Rebecca’s current works at Assembly Point
Your recent solo exhibition, Taken Care, seemed to be a continuation of the ideas explored in your RA Schools degree show. How do you feel your practice has evolved since leaving the RA?
I think it’s opened up a lot more. Doing the degree show helped me to think about what it was that I find important in making, in opening up different questions and relationships between works. Since then, it’s becoming more direct or more narrative, in a way that’s a bit more free, through the way I use materials and references.
Your use of materials often references the body, architecture and femininity. What would you say your approach to materials is? Is it instinctive?

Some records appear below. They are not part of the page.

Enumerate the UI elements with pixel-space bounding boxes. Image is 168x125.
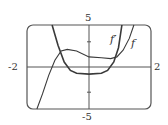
y-min-label: -5 <box>82 112 92 122</box>
y-max-label: 5 <box>85 13 91 23</box>
x-max-label: 2 <box>154 62 160 72</box>
f-prime-label: f′ <box>110 34 117 45</box>
x-min-label: -2 <box>8 62 18 72</box>
f-label: f <box>131 38 135 49</box>
chart-plot <box>0 0 168 125</box>
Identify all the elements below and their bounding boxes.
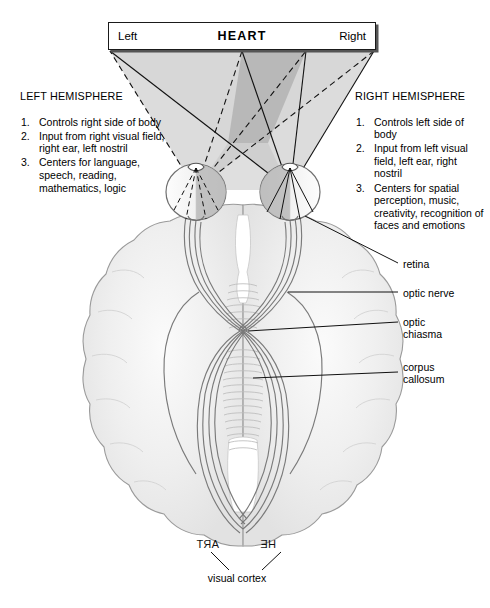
list-number: 1. [21, 116, 30, 129]
list-text: Centers for language, speech, reading, m… [39, 156, 140, 193]
right-hemisphere-panel: RIGHT HEMISPHERE 1. Controls left side o… [355, 90, 487, 233]
right-hemisphere-list: 1. Controls left side of body 2. Input f… [355, 116, 487, 232]
list-number: 3. [21, 156, 30, 169]
leader-cortex-left [211, 552, 229, 570]
right-hemisphere-item-3: 3. Centers for spatial perception, music… [355, 182, 487, 232]
list-text: Controls left side of body [374, 116, 464, 141]
list-number: 3. [356, 182, 365, 195]
list-number: 1. [356, 116, 365, 129]
callout-retina: retina [403, 258, 429, 270]
callout-corpus-callosum: corpus callosum [403, 361, 444, 386]
stimulus-box: Left HEART Right [108, 22, 376, 50]
list-text: Centers for spatial perception, music, c… [374, 182, 484, 232]
stimulus-right-label: Right [339, 28, 366, 45]
list-number: 2. [21, 130, 30, 143]
callout-optic-chiasma: optic chiasma [403, 316, 442, 341]
left-hemisphere-item-1: 1. Controls right side of body [20, 116, 172, 129]
leader-cortex-right [262, 552, 281, 570]
left-hemisphere-item-3: 3. Centers for language, speech, reading… [20, 156, 172, 194]
list-text: Input from right visual field, right ear… [39, 130, 164, 155]
callout-optic-nerve: optic nerve [403, 287, 454, 299]
left-hemisphere-list: 1. Controls right side of body 2. Input … [20, 116, 172, 195]
list-text: Controls right side of body [39, 116, 161, 128]
left-hemisphere-title: LEFT HEMISPHERE [20, 90, 172, 103]
list-text: Input from left visual field, left ear, … [374, 142, 468, 179]
right-hemisphere-item-1: 1. Controls left side of body [355, 116, 487, 141]
occipital-projection-right: HE [260, 538, 276, 550]
diagram-canvas: Left HEART Right LEFT HEMISPHERE 1. Cont… [0, 0, 490, 608]
list-number: 2. [356, 142, 365, 155]
brain-body-shape [83, 204, 243, 546]
right-hemisphere-item-2: 2. Input from left visual field, left ea… [355, 142, 487, 180]
stimulus-center-word: HEART [109, 28, 375, 45]
occipital-projection-left: ART [196, 538, 219, 550]
right-hemisphere-title: RIGHT HEMISPHERE [355, 90, 487, 103]
eye-right [260, 163, 320, 220]
callout-visual-cortex: visual cortex [202, 572, 272, 585]
brain-outline [83, 204, 403, 546]
left-hemisphere-panel: LEFT HEMISPHERE 1. Controls right side o… [20, 90, 172, 196]
eye-left [166, 163, 226, 220]
left-hemisphere-item-2: 2. Input from right visual field, right … [20, 130, 172, 155]
midline-ventricle [235, 215, 250, 303]
midline-brainstem-gap [228, 437, 259, 512]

Yeah, it’s whatever seems appropriate for what I’m making. So, with the big figurative sculptures that I’ve made, I used plaster bandage purely because it wasn’t about what they were made of, but about the form, attitude and stance that they had, and that I wanted them to be realised quite quickly. The rawness of that material became quite important in that body of work. Whereas now, perhaps things are getting much more laboured and layered, and I don’t know if I’d return to that material again.
Can you tell us a bit about your current group show, Is it Heavy or Is it Light?, and your work in it specifically?
The show itself was devised by James and Sam at Assembly Point. Their concept, the “politics of shine”, was taken from an essay on e-flux, and they selected five artists they thought had an interesting relationship to that. My work is a continuation of some of the works shown at Hunter/Whitfield, but very much more about creating these autonomous and imposing structures that referenced prisons or watchtowers. These brutal structures are maquettes for something bigger, and they’re also much more solid and whole in comparison to the stacks of plates and body parts, and their jewel-like or berry colours. It was quite important that these body parts (ears, noses, tongues and feet) were to scale with the body, altogether throwing you between places, spaces or realities.